- markup (52)
- xml (7)
- xslt (21)
- atom (8)
- overlapping markup (2)
- schema (9)
- creole (4)
- xforms (1)
- pipelines (7)
- coding (2)
- dtll (1)
- genealogy (3)
- gtd (1)
- hardware (1)
- legislation (1)
- ontologies (2)
- unicode (1)
- web (24)
- google (3)
- rdf (6)
- rest (3)
- wikis (1)
- work (1)
- xpath (1)
- xquery (1)
- xtech2008 (3)
- life (26)
- children (5)
- equality (6)
- environment (4)
- gadgets (5)
- software (3)
- xlinq (2)
- conferences (7)
- xtech (6)
- blog (7)
- drupal (3)
Re: Posterity
Amen, sister, re keeping data in closed-format form. And the Charles Stross quote struck me when I read it, too. I still have part of my email archive in a scarcely-accessible format from when one of my workplaces used Lotus Notes.
Of course (strokes beard - or rather, bald pate) this is one reason for the original unix philosophy of “all data files are text files”. And this keeps coming up - for example, this is a really interesting post about making your own pda/workflow-tool based on text files, allowing all sorts of anticipated and unanticipated analysis and processing. This relies, of course, on another part of the unix philosophy - building big special-purpose tools out of little general-purpose tools (using pipelining and scripting) - but I must be getting boring…
PS I really like, in the above quoted link the idea of analysing ones own degree of success in estimating task timing - and the quote “the ubiquitous relational database, while wonderful in some ways, does tend to get in the way of ad-hoc faffing with your data” - and the idea of emailing yourself the daily to-dos, rather than remembering to (or avoiding) reading a todo list.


### What to produce:
Take the lines below from the one with "Describe the element" through the one with "This screenshot has height=457, width=837." and retype them exactly. Include nothing else, and no pictures.

### Data provided:
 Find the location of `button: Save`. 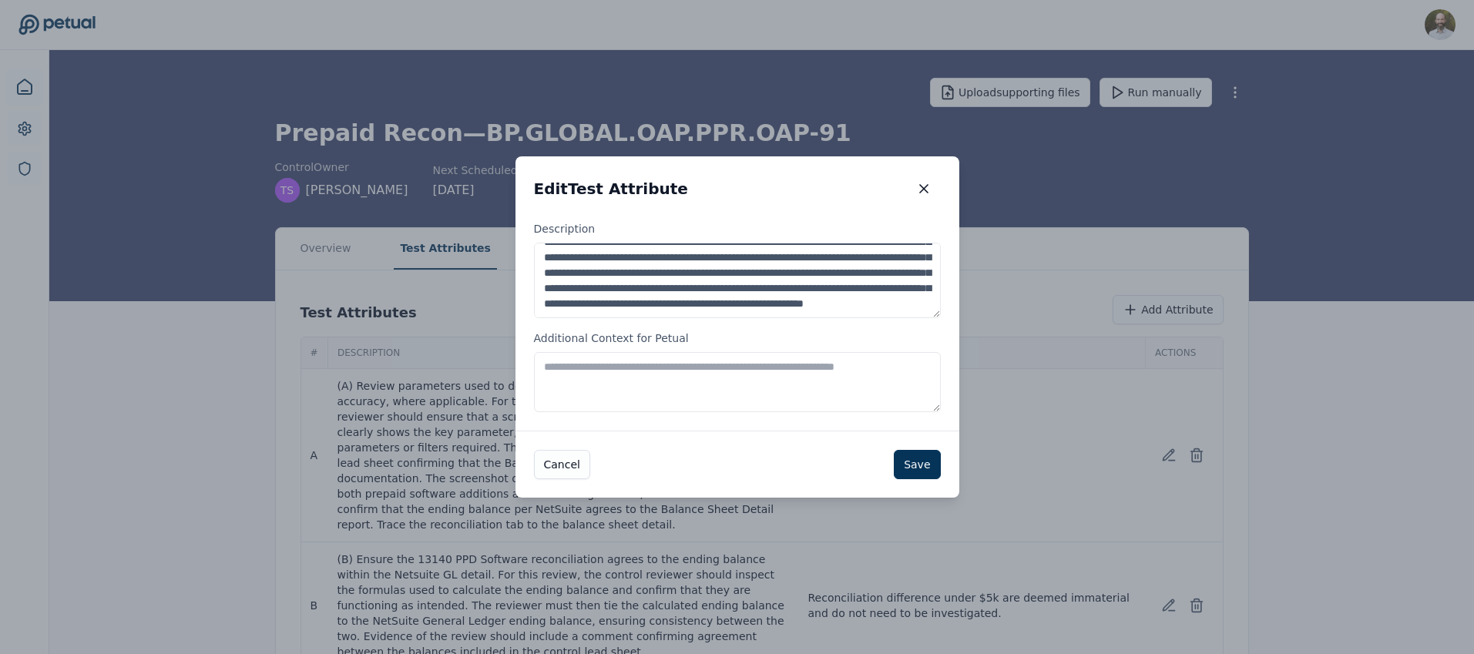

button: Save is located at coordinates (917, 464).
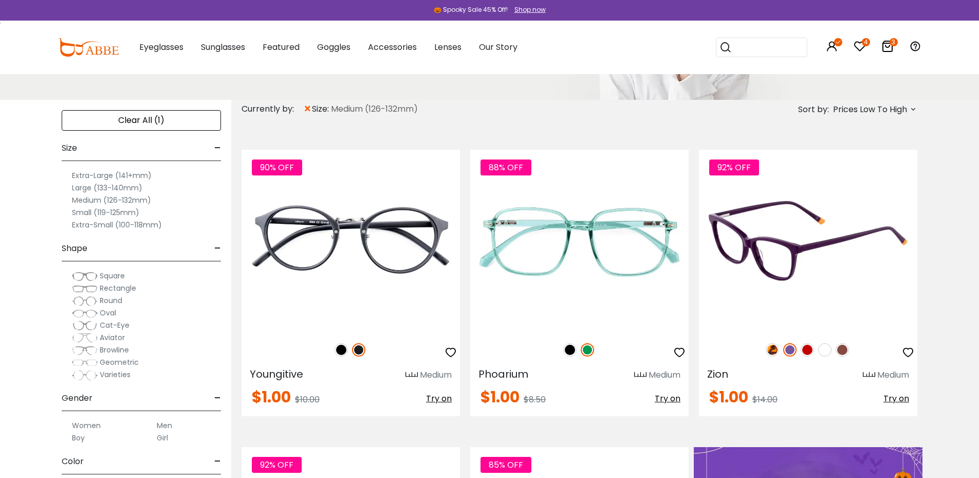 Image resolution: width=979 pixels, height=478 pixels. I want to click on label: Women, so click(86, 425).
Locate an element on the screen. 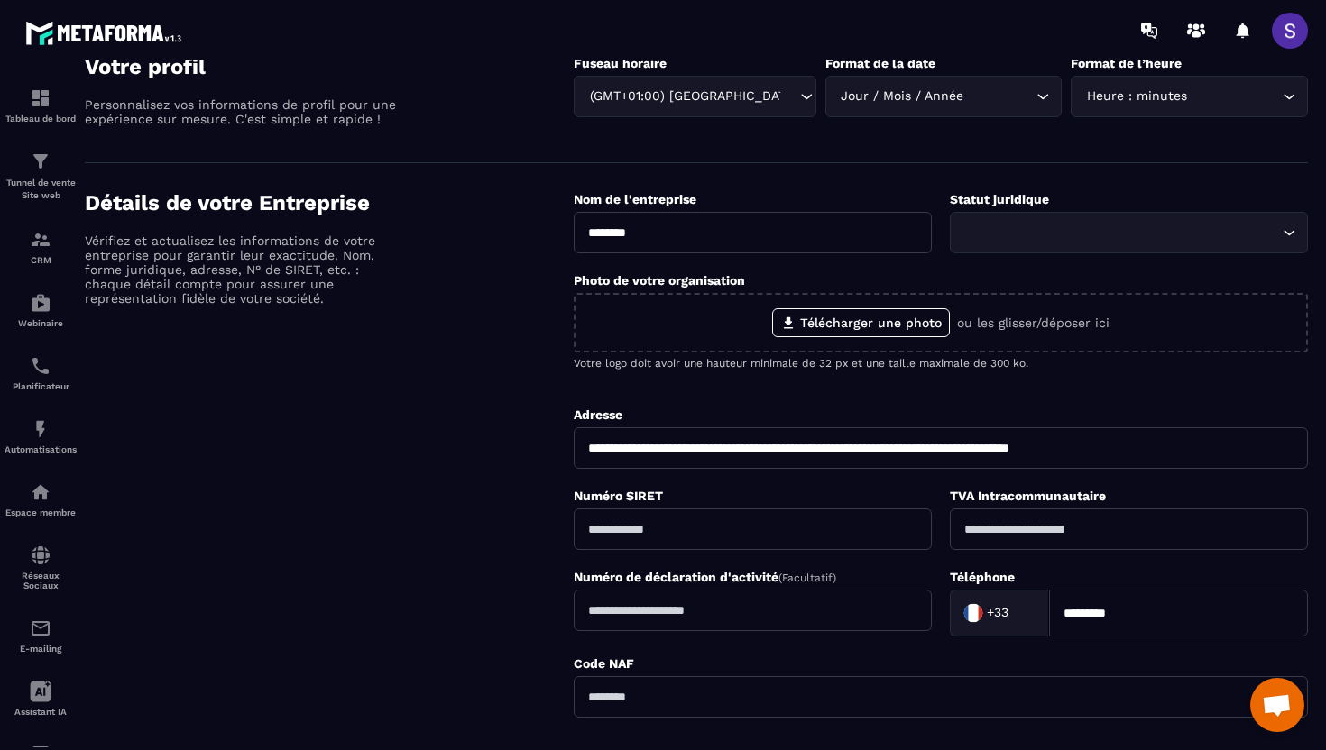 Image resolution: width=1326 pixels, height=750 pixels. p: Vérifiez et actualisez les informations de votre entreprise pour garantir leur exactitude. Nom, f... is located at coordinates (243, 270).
==
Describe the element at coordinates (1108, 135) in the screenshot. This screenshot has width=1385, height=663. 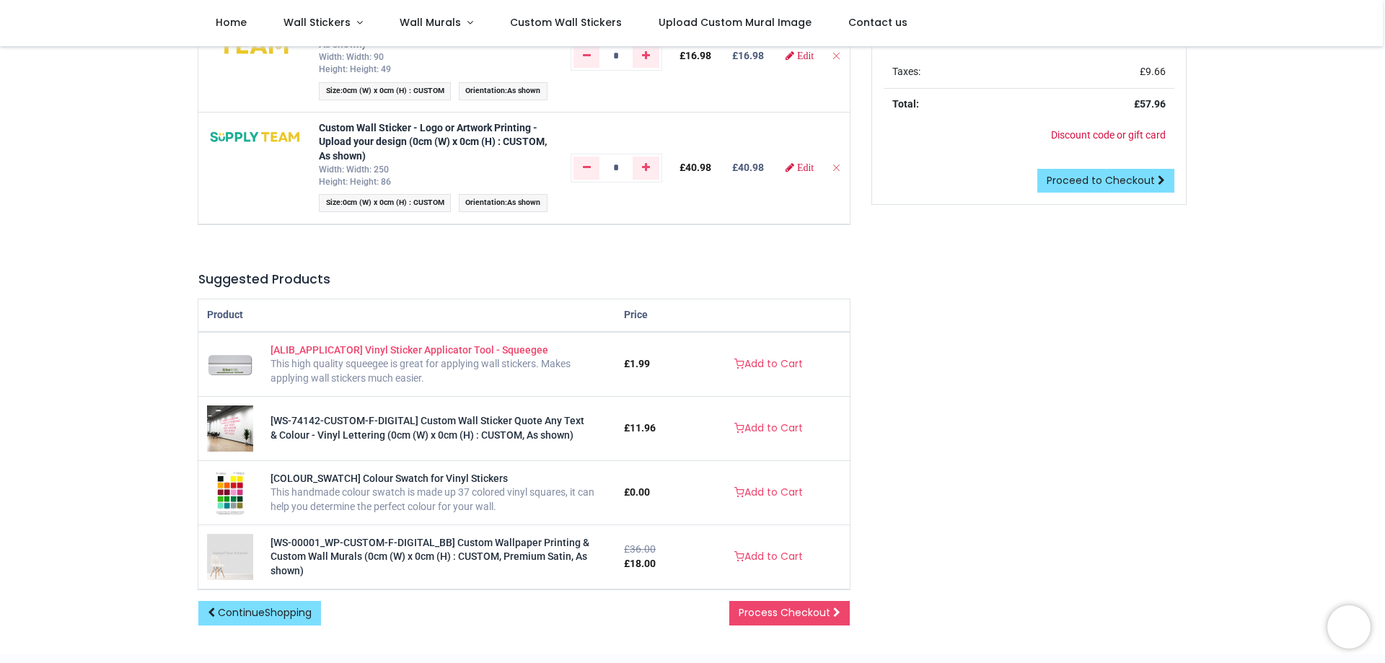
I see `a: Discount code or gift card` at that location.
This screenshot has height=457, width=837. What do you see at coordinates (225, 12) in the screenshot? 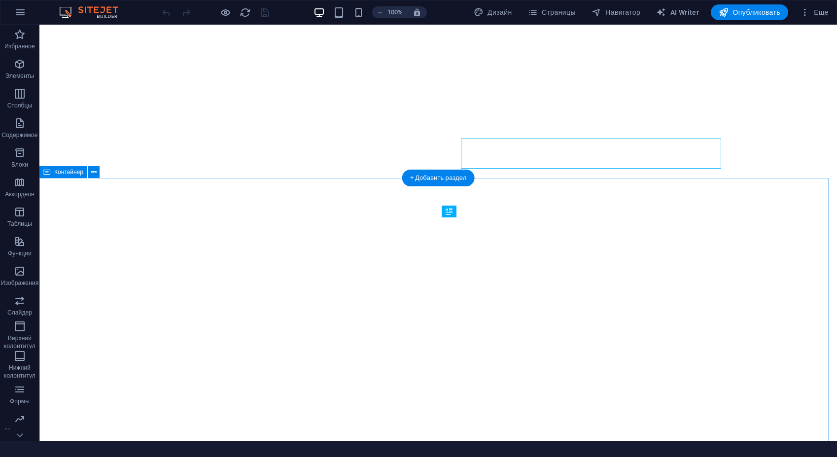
---
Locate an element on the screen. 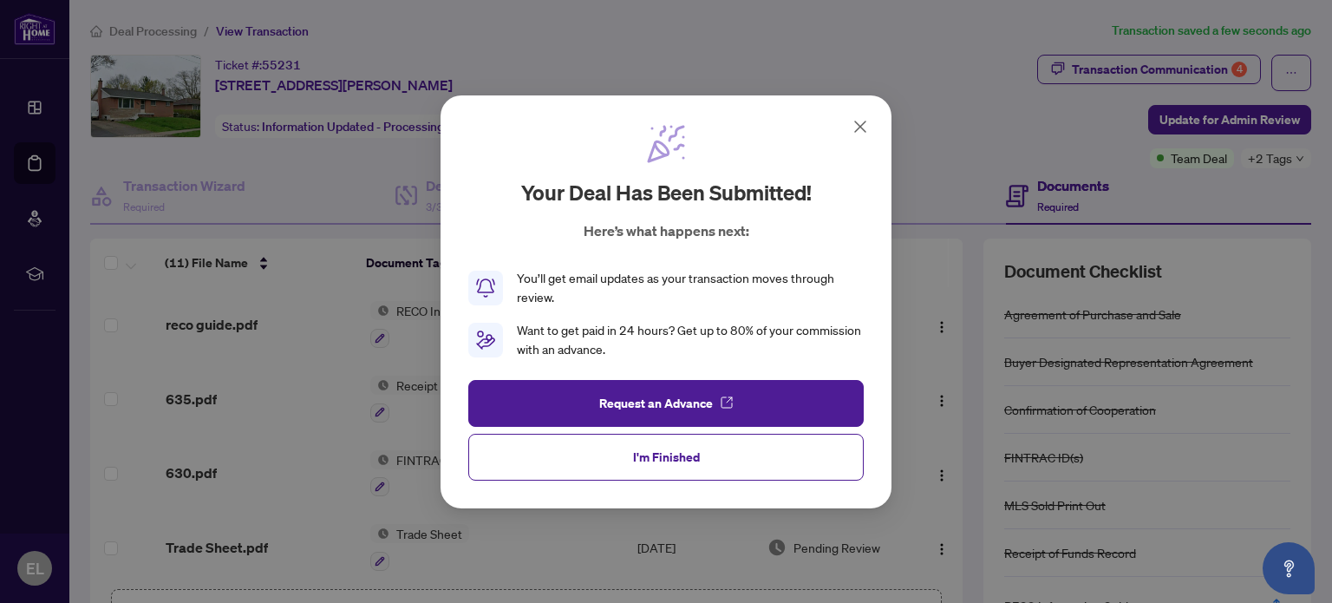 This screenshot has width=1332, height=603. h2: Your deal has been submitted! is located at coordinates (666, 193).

### Answer:
Describe the element at coordinates (1108, 135) in the screenshot. This screenshot has width=1385, height=663. 
I see `a: Discount code or gift card` at that location.
This screenshot has height=457, width=837. What do you see at coordinates (225, 12) in the screenshot? 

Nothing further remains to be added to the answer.